I didn’t tell anyone else. It wasn’t something I could say to anyone. I don’t know why. I just couldn’t. Although to be honest, there are a lot of things that I just don’t say to anyone. It’s what I do.

I don’t know that Alex understood my need for a diagnosis, but he was extremely gracious in accepting that I wanted to spend a fair amount of money to get one. From there, it was a matter of finding someone with the skills and availability to assess me.

I wanted to make sure that I got the right person because I really wanted an answer. I wanted to know if I was on the spectrum, but I also wanted to know if I wasn’t. I needed to know if I wasn’t, then what was I? Was I like everyone else? Or was there something else going on in my brain?

I was able to find someone after a few weeks and we spent several hours together over two sessions doing the testing. When we met to go over the results, I felt that I already knew most of what she had to say.

I ended up with an Asperger’s diagnosis.

I also ended up with diagnoses of dysthymia and anxiety, which will probably surprise no one. Those actually knocked me for way more of a loop than autism could have. Especially in terms of some things in the report, which I recognize as completely true, but were a little difficult to hear.

For example, I like to look welcoming, but I really have my guard up at all times. Evidently the picture I drew of a house helped her come to this conclusion.

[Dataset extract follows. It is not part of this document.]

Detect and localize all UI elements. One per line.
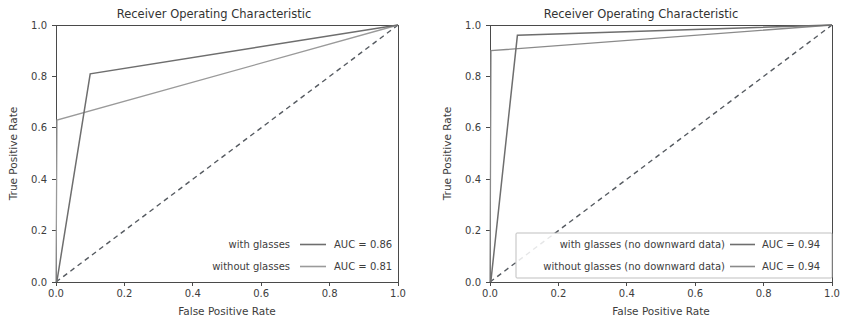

I think it might have had something to do with the fact that I drew curtains and a cat in the window, but then I drew what looked like bars over it.

(They were supposed to be window panes, not indicators of my demeanor as a porcupine, which is something Alex has called me for a long time.)

I know that a lot of people I know will be surprised by my autism diagnosis. Even when I tell people about something so common as my social anxiety, people are surprised and say they would never know. I understand this. I have adapted extremely well. I am very good at watching people. I have had nearly 39 years of practice.

I know how to act. And when I don’t know how to act, I know how to not act so that people don’t know that I don’t know how to act. It’s a fair amount of work and one of the reasons it is hard for me to be one-on-one with people I don’t know well. It is much easier for me to hide in a small group.

I know how I present myself on the outside, but I also know that my inner world is very different. I recently came across this blog post about “hidden Aspies” and saw myself in it. I showed it to Alex and he saw me in it too. Sometimes the inside doesn’t match the outside.

I am very grateful to have this new piece of information about myself. I don’t consider my diagnosis to be an answer to all my life’s problems, nor do I consider it to be a deficit. What I see it as is a new lens to see my behavior through.

I learned that SPD was responsible for me being able to hear that guy playing his stereo six houses down that no one else could hear, and that if I didn’t want to have to leave my house completely, I would have to find a way to block it out. That knowledge helped me understand that it was because my brain was wired a certain way and not because I was a mean lady who didn’t like anyone else to have fun.

I hope that my autism diagnosis will do the same. I hope that it will let me continue to try to be the person I want to be while being able to adjust my expectations of what I can do. Understanding that my neurology is responsible for some of my difficulties might help me go easy on myself for having them. They are not character defects, they are a result of the way I am wired.

I am not a different person than I was just because I have a diagnosis. But maybe my perception of myself will be. It will be interesting to continue down this new path in my personal journey. As always, I hope you come along.